(It's a multi-post afternoon as work grinds to a post-lunch lull in the face of afternoon sunshine. Please do scroll down for further Bamiyan photos.)
Even the rain in Kabul smells of dust. As the first drops fall onto the evening streets, damping the alleyways and eventually running through the open gutters, an unmistakably mineral, earthy smell drifts back up into the air.
Dust pervades the city, defying weak human attempts to control its advances. Street-dirtied shoes might be left at the door, but the enemy drifts through open windows on teasingly cool summer breezes instead. It invades my breathing, prompting vigorous allergic reactions from my nose and lungs. Bicyclists in the city wrap scarves over their faces to filter the air, but I remain stupidly stubborn in leaving uncovered these few inches of socially-acceptable skin.

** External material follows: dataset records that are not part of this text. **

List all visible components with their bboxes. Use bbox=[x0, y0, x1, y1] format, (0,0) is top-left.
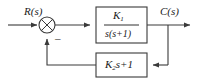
feedback-return-line bbox=[47, 39, 96, 65]
feedback-block-rect bbox=[96, 53, 147, 77]
diagram-canvas bbox=[0, 0, 197, 82]
block-diagram-figure: R(s) C(s) – K1 s(s+1) K2s+1 bbox=[0, 0, 197, 82]
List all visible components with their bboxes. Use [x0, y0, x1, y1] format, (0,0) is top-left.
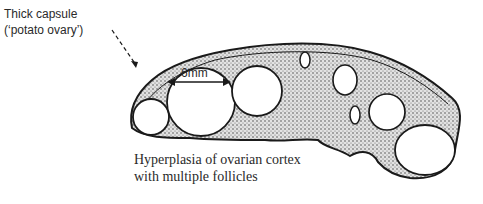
follicle-1: [133, 99, 169, 135]
measurement-label: 6mm: [181, 66, 208, 81]
follicle-3: [232, 66, 282, 116]
caption-line2: with multiple follicles: [134, 169, 258, 185]
capsule-label-line1: Thick capsule: [4, 7, 77, 22]
caption-line1: Hyperplasia of ovarian cortex: [134, 152, 301, 168]
ovary-diagram: Thick capsule (‘potato ovary’) 6mm Hyper…: [0, 0, 483, 204]
follicle-5: [369, 94, 405, 130]
follicle-4: [333, 65, 357, 95]
follicle-small-2: [350, 106, 360, 124]
follicle-6: [395, 125, 455, 175]
capsule-pointer: [112, 30, 136, 65]
capsule-label-line2: (‘potato ovary’): [4, 23, 83, 38]
follicle-small-1: [300, 52, 310, 68]
arrowhead-icon: [131, 61, 138, 68]
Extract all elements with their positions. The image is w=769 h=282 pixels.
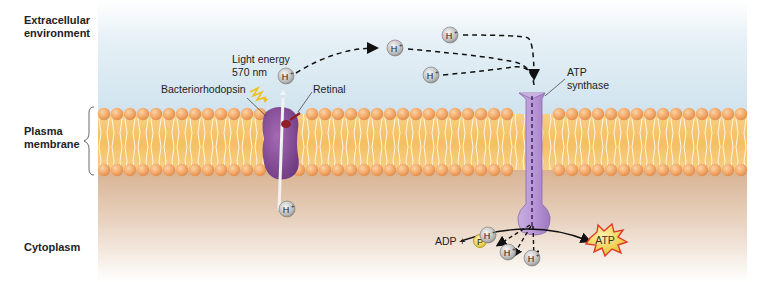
svg-text:+: +: [399, 42, 403, 48]
lipid-head: [488, 108, 500, 120]
lipid-head: [579, 164, 591, 176]
membrane-brace: [84, 107, 94, 175]
lipid-head: [163, 108, 175, 120]
lipid-head: [709, 108, 721, 120]
lipid-head: [475, 164, 487, 176]
lipid-head: [618, 164, 630, 176]
lipid-head: [332, 108, 344, 120]
lipid-head: [345, 164, 357, 176]
svg-text:H: H: [446, 31, 453, 41]
svg-text:H: H: [484, 231, 491, 241]
lipid-head: [397, 108, 409, 120]
proton-ion: H+: [279, 201, 295, 217]
lipid-head: [111, 164, 123, 176]
label-bacteriorhodopsin: Bacteriorhodopsin: [161, 83, 246, 95]
lipid-head: [137, 164, 149, 176]
lipid-head: [423, 164, 435, 176]
lipid-head: [410, 108, 422, 120]
lipid-head: [475, 108, 487, 120]
lipid-head: [722, 108, 734, 120]
lipid-head: [605, 164, 617, 176]
lipid-head: [670, 164, 682, 176]
cytoplasm-region: [98, 170, 747, 282]
lipid-head: [696, 108, 708, 120]
svg-text:H: H: [504, 248, 511, 258]
lipid-head: [332, 164, 344, 176]
lipid-head: [241, 108, 253, 120]
lipid-head: [579, 108, 591, 120]
lipid-head: [124, 164, 136, 176]
lipid-head: [436, 108, 448, 120]
lipid-head: [150, 164, 162, 176]
atp-label: ATP: [595, 234, 615, 246]
lipid-head: [735, 164, 747, 176]
lipid-head: [215, 164, 227, 176]
proton-pump-diagram: Light energy 570 nm Bacteriorhodopsin Re…: [0, 0, 769, 282]
lipid-head: [124, 108, 136, 120]
lipid-head: [176, 164, 188, 176]
lipid-head: [683, 108, 695, 120]
proton-ion: H+: [442, 27, 458, 43]
lipid-head: [644, 164, 656, 176]
lipid-head: [735, 108, 747, 120]
lipid-head: [358, 164, 370, 176]
svg-text:+: +: [291, 203, 295, 209]
lipid-head: [592, 164, 604, 176]
lipid-head: [254, 164, 266, 176]
lipid-bilayer: [98, 108, 747, 176]
lipid-head: [644, 108, 656, 120]
svg-text:H: H: [282, 72, 289, 82]
lipid-head: [423, 108, 435, 120]
proton-ion: H+: [423, 67, 439, 83]
lipid-head: [319, 164, 331, 176]
svg-text:H: H: [283, 205, 290, 215]
svg-text:+: +: [492, 229, 496, 235]
lipid-head: [241, 164, 253, 176]
lipid-head: [657, 108, 669, 120]
lipid-head: [306, 108, 318, 120]
lipid-head: [306, 164, 318, 176]
lipid-head: [397, 164, 409, 176]
lipid-head: [228, 108, 240, 120]
lipid-head: [501, 164, 513, 176]
svg-text:+: +: [512, 246, 516, 252]
lipid-head: [709, 164, 721, 176]
lipid-head: [722, 164, 734, 176]
lipid-head: [449, 108, 461, 120]
lipid-head: [202, 108, 214, 120]
lipid-head: [462, 108, 474, 120]
label-atp-synthase-2: synthase: [567, 79, 609, 91]
svg-text:H: H: [427, 71, 434, 81]
label-light-energy: Light energy: [232, 53, 291, 65]
svg-text:H: H: [528, 254, 535, 264]
lipid-head: [384, 108, 396, 120]
lipid-head: [670, 108, 682, 120]
lipid-head: [228, 164, 240, 176]
lipid-head: [137, 108, 149, 120]
lipid-head: [553, 164, 565, 176]
lipid-head: [410, 164, 422, 176]
lipid-head: [501, 108, 513, 120]
lipid-head: [436, 164, 448, 176]
lipid-head: [189, 108, 201, 120]
svg-text:+: +: [454, 29, 458, 35]
lipid-head: [657, 164, 669, 176]
lipid-head: [566, 108, 578, 120]
svg-text:H: H: [391, 44, 398, 54]
lipid-head: [384, 164, 396, 176]
lipid-head: [592, 108, 604, 120]
lipid-head: [618, 108, 630, 120]
lipid-head: [462, 164, 474, 176]
lipid-head: [163, 164, 175, 176]
lipid-head: [696, 164, 708, 176]
proton-ion: H+: [480, 227, 496, 243]
lipid-head: [150, 108, 162, 120]
proton-ion: H+: [524, 250, 540, 266]
label-wavelength: 570 nm: [232, 66, 267, 78]
proton-ion: H+: [387, 40, 403, 56]
lipid-head: [202, 164, 214, 176]
label-adp: ADP +: [435, 235, 465, 247]
proton-ion: H+: [500, 244, 516, 260]
lipid-head: [189, 164, 201, 176]
extracellular-region: [98, 0, 747, 114]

The frantic road-paving projects will certainly go unremarked by the diplomats at the Kabul Conference next week (though it is for these dignitaries that every street is currently half-destroyed), but the fervent hope protecting my sanity through every creeping construction-related traffic jam is that just maybe the morning commute will become clearer after all these thoroughfares are hard-topped.
This passing evening storm will temporarily tame the air, turning the streets into puddled mud-clay for a few hours all too brief. Then a dry breeze will pick up, bringing the finest, lightest particles to dust my room once again.